Doing the freshest variations I’ve seen in years on over-the-top, deluded drunkenness, Ms. Finneran and Mr. Hayes turn their single shared number, “A Fact Can Be a Beautiful Thing,” into a showstopper you wish would never end. Ms. Finneran is on view for only, say, a quarter of an hour. I can’t be sure exactly, because it’s true that time not only flies but also stretches deliciously when you’re having fun. That means that once Ms.

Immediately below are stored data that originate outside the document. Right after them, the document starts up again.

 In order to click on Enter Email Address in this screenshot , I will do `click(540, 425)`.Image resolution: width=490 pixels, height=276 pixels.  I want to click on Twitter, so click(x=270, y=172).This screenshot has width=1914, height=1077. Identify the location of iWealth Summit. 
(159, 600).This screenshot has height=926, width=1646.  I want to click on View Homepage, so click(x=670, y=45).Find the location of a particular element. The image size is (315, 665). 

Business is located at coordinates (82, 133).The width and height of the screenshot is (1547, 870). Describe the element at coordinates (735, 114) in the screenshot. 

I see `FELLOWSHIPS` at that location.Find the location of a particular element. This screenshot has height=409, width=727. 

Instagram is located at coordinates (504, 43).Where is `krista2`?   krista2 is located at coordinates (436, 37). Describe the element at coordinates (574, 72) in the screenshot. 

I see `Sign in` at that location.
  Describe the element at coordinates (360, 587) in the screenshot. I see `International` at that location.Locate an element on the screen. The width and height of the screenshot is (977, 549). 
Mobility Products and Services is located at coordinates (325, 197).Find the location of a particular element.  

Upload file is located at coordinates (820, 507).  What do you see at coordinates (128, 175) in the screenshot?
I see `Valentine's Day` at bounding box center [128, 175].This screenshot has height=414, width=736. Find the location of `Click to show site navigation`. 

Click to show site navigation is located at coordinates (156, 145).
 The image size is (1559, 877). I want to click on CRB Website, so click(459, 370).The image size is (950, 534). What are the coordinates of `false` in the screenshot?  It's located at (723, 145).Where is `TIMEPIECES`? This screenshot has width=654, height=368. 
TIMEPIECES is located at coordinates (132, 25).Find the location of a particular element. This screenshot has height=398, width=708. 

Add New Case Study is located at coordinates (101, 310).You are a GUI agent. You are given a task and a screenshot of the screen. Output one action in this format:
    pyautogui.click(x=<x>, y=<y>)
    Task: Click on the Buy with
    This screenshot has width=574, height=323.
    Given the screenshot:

Finneran exits, it’s all too easy to count the remaining minutes.
For anyone who thought turning popular movies into dopey musicals was strictly a 21st-century phenomenon, a little history lesson has begun.
Back in the 1960s, long before Legally Blonde or High Fidelity was a twinkle in any stage producer's eye, it occurred to some folks that The Apartment — the Billy Wilder classic about a young office worker who tries to succeed in business by letting executives use his bachelor pad for extramarital trysts — might do well by the song-and-dance treatment.
Hence Promises, Promises, the splashy misadventure now in revival (* *½ out of four) at the Broadway Theatre.
Promises was hardly a dud in its first and only previous Broadway incarnation, running for more than three years and earning leading man Jerry Orbach a Tony Award. And its tuneful score includes such Burt Bacharach/Hal David favorites as the title number and I'll Never Fall in Love Again.
But the songs strain to fit Neil Simon's messy book, which lurches from hokey comedy to movie-of-the-week melodrama. And this new production seems to have two main goals: to exploit contemporary audiences' taste for retro kitsch and, more nobly, to provide a vehicle for a few talented stars.
Those who come for the kitsch won't be disappointed. Like last year's revival of Bye Bye Birdie , this Promises revels in pre-cultural revolution fashion follies. Bruce Pask's brightly colored dress suits and Tom Watson's gravity-defying hair and wig design winkingly evoke working women of a more, um, innocent era.
The stars aren't quite as well-served. Playing the beleaguered corporate climber Chuck "C.C." Baxter, the role introduced on stage by Orbach (and on screen by Jack Lemmon), Sean Hayes has some endearing moments. But Simon's quaint zingers stretch the limits of his charm and comic panache.
Kristin Chenoweth is cast as the object of Chuck's unrequited affection, Fran Kubelik, a drippy damsel in distress who in no way accommodates the actress' natural effervescence. Chenoweth does at least manage to bring some torch and twang to her songs — among them the Bacharach/David classics I Say a Little Prayer and A House Is Not a Home, both of which were added for this production.
Other performers, alas, fail to deliver the breezy rhythmic and emotional intuition that Bacharach's melodies demand. Hayes' bleating bari-tenor is far too stiff, as is the warmer singing of Tony Goldwyn, otherwise adroit as Chuck's superficially dashing but weasely boss.
Katie Finneran has a crowd-pleasing turn as a boozy floozy who tries to lift Chuck's spirits, and the marvelous Dick Latessa lends winning support as an elderly neighbor who helps bring Chuck closer to Fran in the second act.
All ends well for the young lead characters, predictably. Still, after an uneven and at times tiresome two and a half hours, you'll leave Promises unfulfilled.